The NY Times had a interesting article on Ken Griffin, founder of Citadel, a highly successful hedge fund, and featured his views on the financial industry, as linked here. I agree with some of his views, but not others.


In the article, he said it well "we, as an industry, dropped the ball." He also correctly points out that many chief executives of big universal banks, the ones that combine all sorts of financial services under one roof, "only understand a small part of the business," suggesting too many of them come from sales backgrounds.

This is actually a fundamental structural problem with the whole investment banking business. People get promoted by generating profits in their books, thus by selling their services and financial products. Only money talks in their world.

It is similar to the military culture that people only respect officers who fought and won real battles. Can you imagine to promoting someone to lead a unit of troops going to battle from either the military police unit or military medical doctors or military court lawyers who never had the experience of  fighting and winning a battle, and whose task only focuses internally on their own soldiers?


In this sense, banking risk management people, no matter how good and important a job they have had,  will never be the chiefs to lead the banks, since they have never been on the frontline, they have never made money for the firms, and they are never revenue generators. From the perspective of so many years of investment banking history, this is an unsolvable problem.


One thing I don't agree with is his comment on young MBAs: "Walk across any of the trading floors - they are full of 29-year-old kids," he said. "The capital markets of America are controlled by a bunch of right-out-of-business-school young guys who haven't really seen that much. You have a real lack of wisdom."


Ken blames the wrong people. He should have blamed is the system. As I said many times here before, at the end of the day, investment banking is a sales job, no matter what the product is; the job is to structure the product to make it look better and then sell it to unsuspecting investors.


These young, fresh out of business school MBAs are basically busy selling products "innovatively" generated by this industry. It is unfair to blame sales persons for an industry-wide problem with deep roots in its structure and system. It is similar to blaming a sales person from a pharmaceutical company for pushing the wrong drug, whereas the fault should always be with the medical doctor who prescribed the wrong medicine to the patient and/or the company itself that ran the clinical trials incorrectly.


It is one issue that these young rookie MBAs make too much money, which is the consequence but not the cause. The cause is that the system generates tons of phantom and inflated structured products for them to sell and motivate them to earn their fat commissions and bonuses.


The problem is compounded further by weak government oversight, Ken said. "The unwillingness of the Federal Reserve and the S.E.C. to require working capital" limits, he said, only exacerbates the risk-taking environment because the banks are playing the equivalent of no-limit poker. "The investment banks should either choose to be regulated as banks or should arrange to conduct their affairs to not require the stop-gap support of the Federal Reserve," he says.


The problem here is with the former; it is a boring commercial banking business with thin profit. With the latter, it is always the ticking time bombs waiting to explode. Is this the whole purpose of the Glass-Steagall Act? Why did we repeal it last decade? Should we return to the good old days of pre-Greenspan era before his deregulation?


The best part is what he said about credit default swaps. He wants new government oversight of the arcane world of credit default swaps, a business with a notional value and risk of $50 trillion. "Everyone is missing the elephant in the room," well said. In fact, I might add, this elephant has been growing every day too, from $45 trillion last year to actually $65 trillion at the end of 1st quarter this year.

Mr. Griffin wants the government to require the use of exchanges and clearing houses for credit default swaps and derivatives. He is not alone, this proposal has been mentioned by many others and there have been several WSJ articles on this. Many of the latest growing CDSs in recent years are for CDOs, which are structured not from actual mortgages but mortgages-backed securities, that are backed mainly by what amount to mortgage slices and tranches. If we have problem valuing these slices and tranches and their MBSs, how could we value and trade their CDOs? Then how would we value and trade the CDSs, their insurance protection derivatives? If we don't have market for those MBSs and CDOs, I just don't understand how we can have market for the CDSs?


Another problem I see here is: all big CDS dealers (big investment banks such as JPM and insurance firms such as AIG), may not want this platform, market and transparency at all. Their engagement is questionable. Is the main purpose of why CDSs were originally created to hide the real loss and poor quality of their underlying assets, especially the CDOs? (refer to my earlier article here "Why Wall St. Needed Credit Default Swap?") Is this why JPM, the largest CDS dealer, bought BSC?

If so, why would they want to reveal and expose themselves with another credit debacle, much bigger and worse than subprime, to the public?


YOUR OBJECTIVE: Where the records below show a line containing "Describe the element at coordinates (245, 198)", start copying; end with the line containing "What do you see at coordinates (615, 171)", and copy it too.

RECORD EXCERPTS:

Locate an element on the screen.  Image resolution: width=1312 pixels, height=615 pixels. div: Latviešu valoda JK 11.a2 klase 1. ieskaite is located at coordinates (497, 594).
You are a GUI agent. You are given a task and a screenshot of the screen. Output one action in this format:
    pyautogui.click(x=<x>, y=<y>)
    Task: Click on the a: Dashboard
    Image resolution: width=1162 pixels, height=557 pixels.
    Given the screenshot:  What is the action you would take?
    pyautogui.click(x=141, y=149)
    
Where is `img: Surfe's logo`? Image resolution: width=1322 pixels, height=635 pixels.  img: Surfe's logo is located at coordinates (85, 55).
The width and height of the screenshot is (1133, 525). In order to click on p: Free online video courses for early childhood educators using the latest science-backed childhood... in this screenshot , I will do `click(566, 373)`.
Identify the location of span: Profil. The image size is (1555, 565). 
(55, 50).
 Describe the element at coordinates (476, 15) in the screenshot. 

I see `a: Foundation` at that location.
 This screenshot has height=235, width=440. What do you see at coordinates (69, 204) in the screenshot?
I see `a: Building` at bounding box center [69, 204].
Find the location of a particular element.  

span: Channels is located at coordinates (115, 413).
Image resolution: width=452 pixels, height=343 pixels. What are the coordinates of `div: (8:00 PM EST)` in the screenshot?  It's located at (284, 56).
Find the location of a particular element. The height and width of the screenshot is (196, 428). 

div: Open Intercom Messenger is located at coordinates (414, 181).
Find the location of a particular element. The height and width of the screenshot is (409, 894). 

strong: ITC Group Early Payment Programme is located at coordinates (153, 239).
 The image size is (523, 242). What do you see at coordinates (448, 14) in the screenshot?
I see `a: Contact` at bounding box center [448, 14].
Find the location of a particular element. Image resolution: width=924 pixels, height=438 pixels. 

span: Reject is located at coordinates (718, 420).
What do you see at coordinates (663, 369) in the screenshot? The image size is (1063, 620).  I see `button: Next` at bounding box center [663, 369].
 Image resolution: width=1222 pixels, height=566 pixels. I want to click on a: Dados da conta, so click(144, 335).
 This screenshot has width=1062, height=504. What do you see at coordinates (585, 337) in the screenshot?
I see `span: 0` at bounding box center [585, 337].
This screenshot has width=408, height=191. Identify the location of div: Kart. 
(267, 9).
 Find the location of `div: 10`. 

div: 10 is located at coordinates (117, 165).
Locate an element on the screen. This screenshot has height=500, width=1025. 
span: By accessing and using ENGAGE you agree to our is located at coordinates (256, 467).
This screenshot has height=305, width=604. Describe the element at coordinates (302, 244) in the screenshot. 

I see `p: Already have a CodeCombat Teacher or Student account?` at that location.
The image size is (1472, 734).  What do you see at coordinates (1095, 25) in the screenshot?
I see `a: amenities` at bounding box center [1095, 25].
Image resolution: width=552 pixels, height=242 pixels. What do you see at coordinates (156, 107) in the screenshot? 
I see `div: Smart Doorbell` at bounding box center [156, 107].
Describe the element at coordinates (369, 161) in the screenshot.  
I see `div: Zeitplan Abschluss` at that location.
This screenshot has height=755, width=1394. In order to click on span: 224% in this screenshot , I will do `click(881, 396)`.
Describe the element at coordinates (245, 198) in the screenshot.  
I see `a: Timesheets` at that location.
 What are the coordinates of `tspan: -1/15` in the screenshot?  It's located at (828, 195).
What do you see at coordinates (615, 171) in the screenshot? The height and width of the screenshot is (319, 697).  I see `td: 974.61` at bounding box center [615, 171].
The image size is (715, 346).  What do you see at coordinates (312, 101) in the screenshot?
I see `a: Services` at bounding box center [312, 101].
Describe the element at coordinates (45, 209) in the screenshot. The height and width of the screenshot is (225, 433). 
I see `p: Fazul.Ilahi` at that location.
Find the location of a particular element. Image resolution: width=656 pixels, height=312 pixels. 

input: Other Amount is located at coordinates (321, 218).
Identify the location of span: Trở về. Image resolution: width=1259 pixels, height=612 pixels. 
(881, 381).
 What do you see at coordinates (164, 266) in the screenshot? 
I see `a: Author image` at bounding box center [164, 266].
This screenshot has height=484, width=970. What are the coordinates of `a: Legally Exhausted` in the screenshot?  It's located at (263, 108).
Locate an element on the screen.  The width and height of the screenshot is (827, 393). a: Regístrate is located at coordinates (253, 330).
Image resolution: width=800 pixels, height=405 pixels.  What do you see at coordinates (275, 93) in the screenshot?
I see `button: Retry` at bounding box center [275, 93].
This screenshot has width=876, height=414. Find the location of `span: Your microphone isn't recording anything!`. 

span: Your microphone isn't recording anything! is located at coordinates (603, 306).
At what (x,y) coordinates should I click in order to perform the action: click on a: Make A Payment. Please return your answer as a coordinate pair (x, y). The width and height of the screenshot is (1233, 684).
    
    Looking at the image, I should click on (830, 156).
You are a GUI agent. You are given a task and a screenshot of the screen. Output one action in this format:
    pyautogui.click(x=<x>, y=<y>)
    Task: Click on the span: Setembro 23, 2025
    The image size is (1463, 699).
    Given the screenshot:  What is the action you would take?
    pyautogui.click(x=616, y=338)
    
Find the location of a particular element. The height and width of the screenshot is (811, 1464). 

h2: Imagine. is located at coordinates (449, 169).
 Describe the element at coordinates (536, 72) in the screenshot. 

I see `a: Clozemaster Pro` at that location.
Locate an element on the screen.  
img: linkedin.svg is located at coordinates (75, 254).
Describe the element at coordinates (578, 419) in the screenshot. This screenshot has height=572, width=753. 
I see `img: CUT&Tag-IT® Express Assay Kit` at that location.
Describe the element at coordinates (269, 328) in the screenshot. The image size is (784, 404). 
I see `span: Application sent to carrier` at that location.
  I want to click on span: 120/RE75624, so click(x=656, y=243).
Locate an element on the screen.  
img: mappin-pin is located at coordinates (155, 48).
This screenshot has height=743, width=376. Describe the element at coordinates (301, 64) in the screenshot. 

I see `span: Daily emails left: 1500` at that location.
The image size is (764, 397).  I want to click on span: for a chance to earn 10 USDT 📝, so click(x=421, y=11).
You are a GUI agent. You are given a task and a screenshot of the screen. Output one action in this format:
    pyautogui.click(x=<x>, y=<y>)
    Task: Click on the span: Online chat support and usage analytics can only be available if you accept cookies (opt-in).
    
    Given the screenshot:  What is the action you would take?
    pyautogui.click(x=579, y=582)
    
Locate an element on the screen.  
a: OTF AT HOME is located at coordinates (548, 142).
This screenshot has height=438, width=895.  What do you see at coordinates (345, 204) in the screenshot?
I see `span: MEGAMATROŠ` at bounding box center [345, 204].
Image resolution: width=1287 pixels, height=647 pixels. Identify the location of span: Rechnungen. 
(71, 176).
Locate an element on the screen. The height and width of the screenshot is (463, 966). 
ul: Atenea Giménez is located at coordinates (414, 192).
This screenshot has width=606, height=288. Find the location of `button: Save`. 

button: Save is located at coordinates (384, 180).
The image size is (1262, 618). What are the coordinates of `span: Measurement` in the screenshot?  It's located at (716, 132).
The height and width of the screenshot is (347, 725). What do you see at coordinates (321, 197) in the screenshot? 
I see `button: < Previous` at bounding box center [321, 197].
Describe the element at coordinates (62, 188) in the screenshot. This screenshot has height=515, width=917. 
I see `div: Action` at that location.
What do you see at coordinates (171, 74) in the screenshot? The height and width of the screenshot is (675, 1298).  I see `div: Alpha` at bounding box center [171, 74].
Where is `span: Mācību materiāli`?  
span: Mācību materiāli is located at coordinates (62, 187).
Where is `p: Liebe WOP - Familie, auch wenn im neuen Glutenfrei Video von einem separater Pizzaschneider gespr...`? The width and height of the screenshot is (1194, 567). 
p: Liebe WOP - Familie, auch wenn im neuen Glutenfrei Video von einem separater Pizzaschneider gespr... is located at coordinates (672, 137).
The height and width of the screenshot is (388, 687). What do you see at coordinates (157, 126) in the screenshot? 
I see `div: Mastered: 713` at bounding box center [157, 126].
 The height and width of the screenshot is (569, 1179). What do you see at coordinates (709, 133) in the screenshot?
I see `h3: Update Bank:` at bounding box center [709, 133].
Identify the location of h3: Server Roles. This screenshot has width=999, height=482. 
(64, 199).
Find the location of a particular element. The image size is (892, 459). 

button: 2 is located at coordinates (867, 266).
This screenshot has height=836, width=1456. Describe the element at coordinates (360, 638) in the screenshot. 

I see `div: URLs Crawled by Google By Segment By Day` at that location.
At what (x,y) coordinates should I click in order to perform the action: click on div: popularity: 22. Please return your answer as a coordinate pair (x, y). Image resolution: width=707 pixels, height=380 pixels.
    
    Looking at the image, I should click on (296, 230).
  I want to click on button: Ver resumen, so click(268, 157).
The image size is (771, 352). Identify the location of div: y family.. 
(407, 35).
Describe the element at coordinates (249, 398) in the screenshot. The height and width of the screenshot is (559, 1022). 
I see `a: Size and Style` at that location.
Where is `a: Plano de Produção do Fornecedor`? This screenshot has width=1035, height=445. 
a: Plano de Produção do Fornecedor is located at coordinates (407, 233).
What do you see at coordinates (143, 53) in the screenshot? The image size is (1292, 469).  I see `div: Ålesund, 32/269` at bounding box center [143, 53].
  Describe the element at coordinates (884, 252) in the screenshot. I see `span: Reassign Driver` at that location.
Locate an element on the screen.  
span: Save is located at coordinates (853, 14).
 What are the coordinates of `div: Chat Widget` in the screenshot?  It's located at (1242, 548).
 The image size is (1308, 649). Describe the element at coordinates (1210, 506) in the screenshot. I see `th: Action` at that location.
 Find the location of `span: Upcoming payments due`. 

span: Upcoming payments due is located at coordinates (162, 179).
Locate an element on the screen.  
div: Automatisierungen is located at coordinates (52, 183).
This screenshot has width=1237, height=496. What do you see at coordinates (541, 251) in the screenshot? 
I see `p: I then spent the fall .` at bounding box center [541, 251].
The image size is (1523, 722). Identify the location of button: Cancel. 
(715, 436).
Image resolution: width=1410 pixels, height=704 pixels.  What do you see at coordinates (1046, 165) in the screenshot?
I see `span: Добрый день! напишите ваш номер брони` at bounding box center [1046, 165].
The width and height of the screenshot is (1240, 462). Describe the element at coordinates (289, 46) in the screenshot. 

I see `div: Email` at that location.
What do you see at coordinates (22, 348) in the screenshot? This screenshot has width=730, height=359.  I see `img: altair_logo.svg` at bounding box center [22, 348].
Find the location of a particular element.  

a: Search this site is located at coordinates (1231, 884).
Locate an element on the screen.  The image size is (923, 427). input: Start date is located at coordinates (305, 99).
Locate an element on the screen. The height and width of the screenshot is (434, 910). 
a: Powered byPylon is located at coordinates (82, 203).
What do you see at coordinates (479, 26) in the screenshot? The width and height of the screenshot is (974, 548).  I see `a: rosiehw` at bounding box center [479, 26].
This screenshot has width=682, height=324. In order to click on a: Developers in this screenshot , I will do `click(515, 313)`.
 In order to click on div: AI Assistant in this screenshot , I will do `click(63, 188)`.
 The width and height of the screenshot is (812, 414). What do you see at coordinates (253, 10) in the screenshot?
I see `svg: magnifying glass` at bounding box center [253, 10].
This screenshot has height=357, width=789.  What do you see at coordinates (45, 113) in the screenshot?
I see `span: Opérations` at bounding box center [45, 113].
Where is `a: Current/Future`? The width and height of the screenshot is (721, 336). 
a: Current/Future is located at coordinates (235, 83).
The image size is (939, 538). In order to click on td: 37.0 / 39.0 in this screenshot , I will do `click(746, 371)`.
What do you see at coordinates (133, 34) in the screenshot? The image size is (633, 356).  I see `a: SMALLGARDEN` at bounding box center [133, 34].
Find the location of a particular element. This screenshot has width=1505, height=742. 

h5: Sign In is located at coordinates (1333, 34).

EXERCISE OUTPUT:
Describe the element at coordinates (245, 198) in the screenshot.  
I see `a: Timesheets` at that location.
 What are the coordinates of `tspan: -1/15` in the screenshot?  It's located at (828, 195).
What do you see at coordinates (615, 171) in the screenshot? The height and width of the screenshot is (319, 697).  I see `td: 974.61` at bounding box center [615, 171].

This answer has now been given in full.